Have you ever noticed how annual reports so often refer to ‘issues’ instead of ‘problems’? This infuriating substitution was brought to mind recently while I was reading how Ana Botin had berated Britons for their “glass half-empty” view of life in a speech at an Institute of Directors conference.

The Spanish chief executive of Santander UK is of the belief that British pessimism and “grumbling” is hampering the UK’s economic recovery.

My immediate response was: “It is a bit rich for any banker to preach on such matters, given the pivotal role her industry played in creating the very problems that have left us feeling a tad despondent.”

I then found myself coming to the defence of ‘pessimism’ in general — perhaps because I live in a country which does not enjoy as much sunshine as the Costa del Sol.

I firmly believe a dose of pessimism in business and financial dealings is healthy, mindful of Woody Allen’s prescient words: “Confidence is what you have before you understand the problem.”

The banking industry would certainly have benefited from taking a more jaundiced view of matters in the early part of this century.

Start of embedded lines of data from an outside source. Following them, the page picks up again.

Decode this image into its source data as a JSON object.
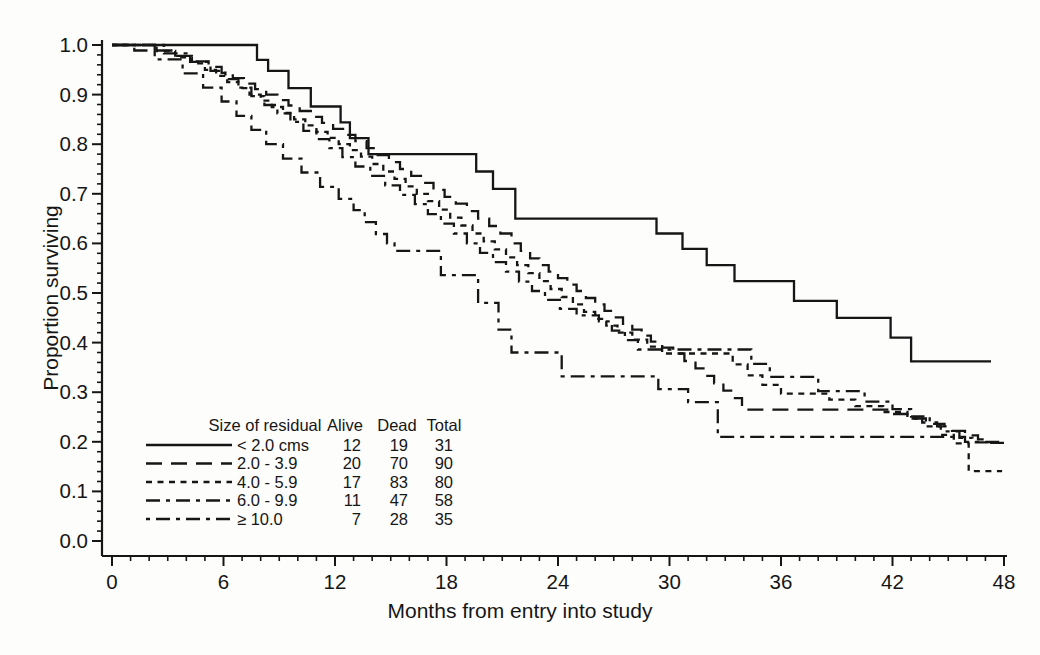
{
  "figure": {
    "background": "#fdfdfc",
    "ink": "#161616"
  },
  "chart_data": {
    "type": "line",
    "subtype": "kaplan-meier-step",
    "title": "",
    "xlabel": "Months from entry into study",
    "ylabel": "Proportion surviving",
    "xlim": [
      0,
      48
    ],
    "ylim": [
      0.0,
      1.0
    ],
    "grid": false,
    "x_major_ticks": [
      0,
      6,
      12,
      18,
      24,
      30,
      36,
      42,
      48
    ],
    "x_minor_step": 1,
    "y_major_ticks": [
      0.0,
      0.1,
      0.2,
      0.3,
      0.4,
      0.5,
      0.6,
      0.7,
      0.8,
      0.9,
      1.0
    ],
    "y_minor_step": 0.02,
    "legend": {
      "position": "lower-left-inside",
      "header": [
        "Size of residual",
        "Alive",
        "Dead",
        "Total"
      ],
      "rows": [
        {
          "label": "< 2.0 cms",
          "alive": "12",
          "dead": "19",
          "total": "31",
          "dash": "solid"
        },
        {
          "label": "2.0 - 3.9",
          "alive": "20",
          "dead": "70",
          "total": "90",
          "dash": "long-dash"
        },
        {
          "label": "4.0 - 5.9",
          "alive": "17",
          "dead": "83",
          "total": "80",
          "dash": "short-dash"
        },
        {
          "label": "6.0 - 9.9",
          "alive": "11",
          "dead": "47",
          "total": "58",
          "dash": "dash-dot-long-short"
        },
        {
          "label": "≥ 10.0",
          "alive": "7",
          "dead": "28",
          "total": "35",
          "dash": "dash-dot-short-long"
        }
      ]
    },
    "series": [
      {
        "name": "< 2.0 cms",
        "dash": "solid",
        "points": [
          [
            0,
            1.0
          ],
          [
            7.8,
            0.97
          ],
          [
            8.4,
            0.948
          ],
          [
            9.5,
            0.913
          ],
          [
            10.7,
            0.876
          ],
          [
            12.3,
            0.844
          ],
          [
            12.8,
            0.812
          ],
          [
            13.8,
            0.78
          ],
          [
            19.6,
            0.745
          ],
          [
            20.5,
            0.71
          ],
          [
            21.7,
            0.65
          ],
          [
            29.3,
            0.62
          ],
          [
            30.7,
            0.589
          ],
          [
            32,
            0.556
          ],
          [
            33.5,
            0.524
          ],
          [
            36.7,
            0.484
          ],
          [
            39,
            0.45
          ],
          [
            41.9,
            0.41
          ],
          [
            43,
            0.362
          ],
          [
            47.3,
            0.362
          ]
        ]
      },
      {
        "name": "2.0 - 3.9",
        "dash": "long-dash",
        "points": [
          [
            0,
            1.0
          ],
          [
            1.2,
            0.989
          ],
          [
            3.3,
            0.978
          ],
          [
            4.3,
            0.967
          ],
          [
            5.2,
            0.956
          ],
          [
            5.9,
            0.944
          ],
          [
            6.5,
            0.933
          ],
          [
            7.1,
            0.922
          ],
          [
            7.7,
            0.911
          ],
          [
            8.3,
            0.9
          ],
          [
            8.9,
            0.889
          ],
          [
            9.5,
            0.878
          ],
          [
            10.1,
            0.867
          ],
          [
            10.7,
            0.855
          ],
          [
            11.3,
            0.843
          ],
          [
            11.9,
            0.831
          ],
          [
            12.5,
            0.819
          ],
          [
            13.1,
            0.806
          ],
          [
            13.7,
            0.792
          ],
          [
            14.3,
            0.778
          ],
          [
            14.9,
            0.764
          ],
          [
            15.5,
            0.75
          ],
          [
            16.1,
            0.736
          ],
          [
            16.7,
            0.722
          ],
          [
            17.3,
            0.708
          ],
          [
            17.9,
            0.694
          ],
          [
            18.5,
            0.68
          ],
          [
            19.1,
            0.665
          ],
          [
            19.7,
            0.65
          ],
          [
            20.3,
            0.635
          ],
          [
            20.9,
            0.62
          ],
          [
            21.5,
            0.6
          ],
          [
            22,
            0.585
          ],
          [
            22.5,
            0.57
          ],
          [
            23,
            0.556
          ],
          [
            23.5,
            0.543
          ],
          [
            24,
            0.53
          ],
          [
            24.5,
            0.517
          ],
          [
            25,
            0.504
          ],
          [
            25.5,
            0.49
          ],
          [
            26,
            0.477
          ],
          [
            26.5,
            0.464
          ],
          [
            27,
            0.451
          ],
          [
            27.5,
            0.438
          ],
          [
            28,
            0.426
          ],
          [
            28.5,
            0.414
          ],
          [
            29,
            0.402
          ],
          [
            29.6,
            0.39
          ],
          [
            30.2,
            0.378
          ],
          [
            30.8,
            0.363
          ],
          [
            31.4,
            0.348
          ],
          [
            31.9,
            0.333
          ],
          [
            32.4,
            0.318
          ],
          [
            32.9,
            0.303
          ],
          [
            33.4,
            0.288
          ],
          [
            33.9,
            0.265
          ],
          [
            41.8,
            0.256
          ],
          [
            42.8,
            0.247
          ],
          [
            43.6,
            0.239
          ],
          [
            44.4,
            0.231
          ],
          [
            45.2,
            0.222
          ],
          [
            45.9,
            0.213
          ],
          [
            46.6,
            0.205
          ],
          [
            47.3,
            0.198
          ],
          [
            48,
            0.198
          ]
        ]
      },
      {
        "name": "4.0 - 5.9",
        "dash": "short-dash",
        "points": [
          [
            0,
            1.0
          ],
          [
            2.4,
            0.988
          ],
          [
            3.4,
            0.975
          ],
          [
            4.3,
            0.963
          ],
          [
            5,
            0.95
          ],
          [
            5.6,
            0.938
          ],
          [
            6.2,
            0.925
          ],
          [
            6.8,
            0.913
          ],
          [
            7.4,
            0.9
          ],
          [
            8,
            0.888
          ],
          [
            8.6,
            0.875
          ],
          [
            9.2,
            0.863
          ],
          [
            9.8,
            0.85
          ],
          [
            10.4,
            0.838
          ],
          [
            11,
            0.825
          ],
          [
            11.6,
            0.813
          ],
          [
            12.2,
            0.8
          ],
          [
            12.8,
            0.788
          ],
          [
            13.4,
            0.775
          ],
          [
            14,
            0.76
          ],
          [
            14.6,
            0.745
          ],
          [
            15.2,
            0.73
          ],
          [
            15.8,
            0.715
          ],
          [
            16.4,
            0.7
          ],
          [
            17,
            0.685
          ],
          [
            17.6,
            0.668
          ],
          [
            18.2,
            0.652
          ],
          [
            18.8,
            0.636
          ],
          [
            19.4,
            0.62
          ],
          [
            20,
            0.604
          ],
          [
            20.6,
            0.588
          ],
          [
            21.2,
            0.572
          ],
          [
            21.8,
            0.556
          ],
          [
            22.4,
            0.54
          ],
          [
            23,
            0.524
          ],
          [
            23.6,
            0.508
          ],
          [
            24.2,
            0.492
          ],
          [
            24.8,
            0.477
          ],
          [
            25.4,
            0.462
          ],
          [
            26,
            0.448
          ],
          [
            26.6,
            0.434
          ],
          [
            27.2,
            0.42
          ],
          [
            28,
            0.406
          ],
          [
            28.8,
            0.392
          ],
          [
            29.6,
            0.378
          ],
          [
            33.4,
            0.356
          ],
          [
            34.2,
            0.334
          ],
          [
            35,
            0.315
          ],
          [
            36,
            0.297
          ],
          [
            38.6,
            0.285
          ],
          [
            40,
            0.272
          ],
          [
            41.5,
            0.26
          ],
          [
            42.8,
            0.247
          ],
          [
            43.8,
            0.231
          ],
          [
            44.6,
            0.214
          ],
          [
            45.3,
            0.197
          ],
          [
            46.1,
            0.141
          ],
          [
            47.9,
            0.141
          ]
        ]
      },
      {
        "name": "6.0 - 9.9",
        "dash": "dash-dot-long-short",
        "points": [
          [
            0,
            1.0
          ],
          [
            2.8,
            0.983
          ],
          [
            4.2,
            0.966
          ],
          [
            5.3,
            0.948
          ],
          [
            6.1,
            0.931
          ],
          [
            6.8,
            0.914
          ],
          [
            7.5,
            0.897
          ],
          [
            8.2,
            0.879
          ],
          [
            8.9,
            0.862
          ],
          [
            9.6,
            0.845
          ],
          [
            10.3,
            0.827
          ],
          [
            11,
            0.81
          ],
          [
            11.7,
            0.792
          ],
          [
            12.4,
            0.774
          ],
          [
            13.1,
            0.755
          ],
          [
            13.9,
            0.736
          ],
          [
            14.7,
            0.717
          ],
          [
            15.5,
            0.698
          ],
          [
            16.3,
            0.679
          ],
          [
            17,
            0.659
          ],
          [
            17.7,
            0.64
          ],
          [
            18.4,
            0.62
          ],
          [
            19.1,
            0.6
          ],
          [
            19.8,
            0.581
          ],
          [
            20.5,
            0.562
          ],
          [
            21.2,
            0.543
          ],
          [
            21.9,
            0.523
          ],
          [
            22.6,
            0.504
          ],
          [
            23.3,
            0.486
          ],
          [
            24.1,
            0.468
          ],
          [
            25,
            0.455
          ],
          [
            26.2,
            0.443
          ],
          [
            26.9,
            0.424
          ],
          [
            27.6,
            0.405
          ],
          [
            28.3,
            0.386
          ],
          [
            34.4,
            0.357
          ],
          [
            35.4,
            0.331
          ],
          [
            38,
            0.302
          ],
          [
            40.5,
            0.281
          ],
          [
            42,
            0.266
          ],
          [
            43,
            0.251
          ],
          [
            44,
            0.236
          ],
          [
            44.8,
            0.221
          ],
          [
            45.6,
            0.208
          ],
          [
            46.3,
            0.199
          ],
          [
            48,
            0.199
          ]
        ]
      },
      {
        "name": "≥ 10.0",
        "dash": "dash-dot-short-long",
        "points": [
          [
            0,
            1.0
          ],
          [
            2.3,
            0.971
          ],
          [
            3.8,
            0.943
          ],
          [
            4.9,
            0.914
          ],
          [
            5.9,
            0.886
          ],
          [
            6.7,
            0.857
          ],
          [
            7.5,
            0.829
          ],
          [
            8.3,
            0.8
          ],
          [
            9.2,
            0.771
          ],
          [
            10.2,
            0.743
          ],
          [
            11.2,
            0.714
          ],
          [
            12.2,
            0.69
          ],
          [
            13,
            0.667
          ],
          [
            13.6,
            0.643
          ],
          [
            14.2,
            0.619
          ],
          [
            14.8,
            0.6
          ],
          [
            15.2,
            0.585
          ],
          [
            17.7,
            0.536
          ],
          [
            19.7,
            0.48
          ],
          [
            20.8,
            0.426
          ],
          [
            21.5,
            0.38
          ],
          [
            24.2,
            0.332
          ],
          [
            29.4,
            0.306
          ],
          [
            31,
            0.28
          ],
          [
            32.6,
            0.21
          ],
          [
            45.9,
            0.2
          ],
          [
            48,
            0.2
          ]
        ]
      }
    ]
  }
}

Cautious thinking plays an important role in the corporate world, often keeping the reality deniers in check. Every organisation should heed the voice of the pessimist in order to achieve the right mix of daring and caution.

It is a more difficult balance to achieve than you might imagine — certainly in America it seems.

“It has gotten to the point where people really feel pressure to think and talk in an optimistic way,” B Cade Massey, an assistant professor in organisational behaviour at Yale School of Management, told MIT Sloan Management Review.

The difficulty is that the debate between optimism and pessimism tends to be oversimplified, especially in the corporate world — if you are optimistic, good things get done, while if you are pessimistic there is no escaping the bad.The banking crisis of 2008 did much to intensify the British sense of pessimism, though this is hardly our default position.

The current recovery in consumer optimism — which seems to fly in the face of Ms Botin’s claims — is attributable primarily to long-awaited job creation and self-imposed household austerity, according JGFR’s John Gilbert.

“There is little evidence of the banks playing a big role in generating optimism,” he said in a recent website posting.

“They have been beset by ongoing mis-selling scandals with the £16bn or so of PPI claims helping to boost household finances and big-ticket purchases such as cars. Santander has in fact held back this past year in mortgage lending although it is set to switch its mortgage tap back on.”

According to Mr Gilbert, UK consumers are the most optimistic of the major European countries, coming in ahead of Germany, Italy, Spain, the Netherlands and France. Denmark (27.9) is the most optimistic European country; Greece the least.

Let us hope this burgeoning confidence does not get us into trouble again.

Perhaps the best safeguard against this danger is “defensive pessimism,” a term coined by psychology professors Julie Norem and Nancy Cantor, of Wellesley College in Massachusetts, back in the 1980s.

Or as it would no doubt be referred to in annual reports: “cautious optimism.”